Fund manager issues response to public consultation

Norway’s huge sovereign wealth fund has welcomed revisions to the GRI Biodiversity Standard but says collecting data from suppliers may remain challenging.

In a letter to the Global Sustainability Standards Board, Norges Bank Investment Management (NBIM) - which manages the $1.2 tn oil fund - says the challenges arise from ‘complex supply chains and lack of direct control’ over business partners.

The letter is a response to the board’s public consultation on the exposure draft of the revised GRI Biodiversity Standard, first published on December 5, 2022.

Although NBIM recognizes and supports GRI’s intentions regarding sustainability reporting standards, the fund manager encourages the organization to consider how the standard can take ‘more fully positive’ impacts and biodiversity gains into consideration.

Carine Smith Ihenacho, NBIM

‘BROADER ENVIRONMENTAL AND SOCIAL CONSEQUENCES’

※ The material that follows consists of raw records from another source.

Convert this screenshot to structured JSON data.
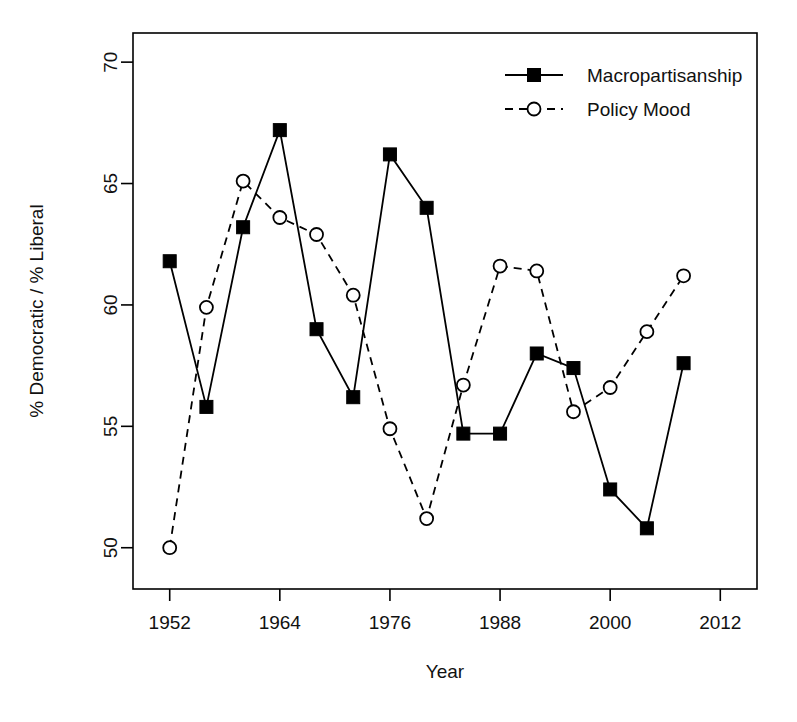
{
  "figure": {
    "background": "#ffffff",
    "line_color": "#000000",
    "frame": {
      "x0": 133,
      "y0": 33,
      "x1": 757,
      "y1": 589
    }
  },
  "axes": {
    "x": {
      "label": "Year",
      "ticks": [
        1952,
        1964,
        1976,
        1988,
        2000,
        2012
      ],
      "tick_labels": [
        "1952",
        "1964",
        "1976",
        "1988",
        "2000",
        "2012"
      ],
      "min": 1948.0,
      "max": 2016.0
    },
    "y": {
      "label": "% Democratic / % Liberal",
      "ticks": [
        50,
        55,
        60,
        65,
        70
      ],
      "tick_labels": [
        "50",
        "55",
        "60",
        "65",
        "70"
      ],
      "min": 48.3,
      "max": 71.2
    }
  },
  "legend": {
    "position": "top-right",
    "entries": [
      {
        "label": "Macropartisanship",
        "marker": "filled-square",
        "line": "solid"
      },
      {
        "label": "Policy Mood",
        "marker": "open-circle",
        "line": "dashed"
      }
    ]
  },
  "chart_data": {
    "type": "line",
    "title": "",
    "xlabel": "Year",
    "ylabel": "% Democratic / % Liberal",
    "xlim": [
      1948.0,
      2016.0
    ],
    "ylim": [
      48.3,
      71.2
    ],
    "grid": false,
    "legend_position": "top-right",
    "x": [
      1952,
      1956,
      1960,
      1964,
      1968,
      1972,
      1976,
      1980,
      1984,
      1988,
      1992,
      1996,
      2000,
      2004,
      2008
    ],
    "series": [
      {
        "name": "Macropartisanship",
        "marker": "filled-square",
        "line": "solid",
        "values": [
          61.8,
          55.8,
          63.2,
          67.2,
          59.0,
          56.2,
          66.2,
          64.0,
          54.7,
          54.7,
          58.0,
          57.4,
          52.4,
          50.8,
          57.6
        ]
      },
      {
        "name": "Policy Mood",
        "marker": "open-circle",
        "line": "dashed",
        "values": [
          50.0,
          59.9,
          65.1,
          63.6,
          62.9,
          60.4,
          54.9,
          51.2,
          56.7,
          61.6,
          61.4,
          55.6,
          56.6,
          58.9,
          61.2
        ]
      }
    ]
  }
}
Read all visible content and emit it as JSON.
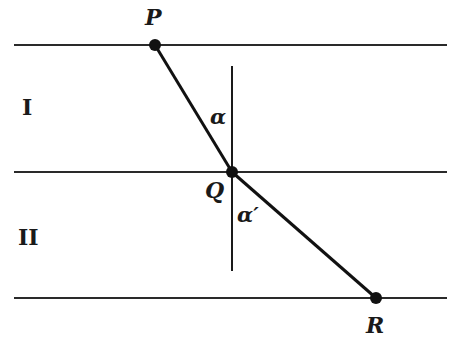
{
  "diagram": {
    "colors": {
      "line": "#2a2a2a",
      "point": "#111111",
      "background": "#ffffff"
    },
    "boundaries": [
      {
        "name": "top-boundary",
        "y": 45,
        "x1": 14,
        "x2": 447
      },
      {
        "name": "interface",
        "y": 172,
        "x1": 14,
        "x2": 447
      },
      {
        "name": "bottom-boundary",
        "y": 298,
        "x1": 14,
        "x2": 447
      }
    ],
    "normal": {
      "x": 232,
      "y1": 66,
      "y2": 271
    },
    "points": {
      "P": {
        "label": "P",
        "x": 155,
        "y": 45
      },
      "Q": {
        "label": "Q",
        "x": 232,
        "y": 172
      },
      "R": {
        "label": "R",
        "x": 376,
        "y": 298
      }
    },
    "regions": {
      "upper": "I",
      "lower": "II"
    },
    "angles": {
      "incident": "α",
      "refracted": "α′"
    }
  }
}
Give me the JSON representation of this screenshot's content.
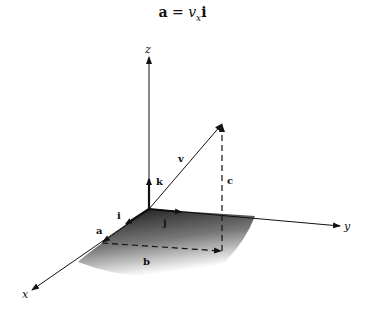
{
  "title": {
    "lhs": "a",
    "eq": " = ",
    "coef": "v",
    "sub": "x",
    "unit": "i"
  },
  "axes": {
    "x": "x",
    "y": "y",
    "z": "z"
  },
  "vectors": {
    "v": "v",
    "a": "a",
    "b": "b",
    "c": "c",
    "i": "i",
    "j": "j",
    "k": "k"
  },
  "colors": {
    "line": "#111111",
    "shade_dark": "#1a1a1a",
    "shade_light": "#ffffff"
  }
}
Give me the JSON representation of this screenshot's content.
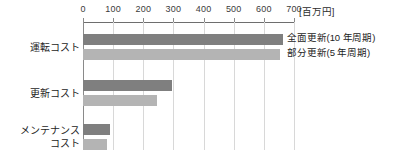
{
  "chart_data": {
    "type": "bar",
    "orientation": "horizontal",
    "title": "",
    "subtitle": "",
    "xlabel": "[百万円]",
    "ylabel": "",
    "unit_label": "[百万円]",
    "categories": [
      "運転コスト",
      "更新コスト",
      "メンテナンス\nコスト"
    ],
    "series": [
      {
        "name": "全面更新(10 年周期)",
        "color": "#7f7f7f",
        "values": [
          665,
          295,
          90
        ]
      },
      {
        "name": "部分更新(5 年周期)",
        "color": "#b4b4b4",
        "values": [
          655,
          247,
          80
        ]
      }
    ],
    "xlim": [
      0,
      700
    ],
    "xticks": [
      0,
      100,
      200,
      300,
      400,
      500,
      600,
      700
    ],
    "xtick_labels": [
      "0",
      "100",
      "200",
      "300",
      "400",
      "500",
      "600",
      "700"
    ],
    "grid": true,
    "grid_axis": "x",
    "legend_position": "inside-top-right"
  },
  "legend": {
    "entries": [
      {
        "label": "全面更新(10 年周期)"
      },
      {
        "label": "部分更新(5 年周期)"
      }
    ]
  },
  "axis": {
    "unit": "[百万円]"
  }
}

To help companies get to better grips with the changes, GRI could look at the ‘locate, evaluate, assess and prepare’ (Leap) approach, under development by the TNFD, NBIM explains. The Leap approach, which provides guidance to companies on their nature-related risk and opportunity assessments, could help preparers in this prioritization exercise, the fund says.

The letter is written by NBIM staffers Carine Smith Ihenacho, chief governance and compliance officer, Elisa Cencig, senior ESG policy adviser and Snorre Gjerde, lead investment stewardship manager.

It reads: ‘Interoperability among standards helps ensure comparability and consistency of disclosure across companies and reduce duplicative reporting requirements, in turn providing decision-useful information for investors and other stakeholders.

‘While our starting point as an investor in assessing companies’ sustainability information is financial materiality, we encourage companies to disclose the broader environmental and social consequences of business operations, and to use GRI standards in doing so.’

NBIM recently announced that it had ramped up its focus on human capital and other social issues in discussions with companies during 2022. According to a report on its engagement practices, NBIM held 516 company meetings in 2022 where human capital was discussed, a big jump from 301 the previous year and just 133 in 2020.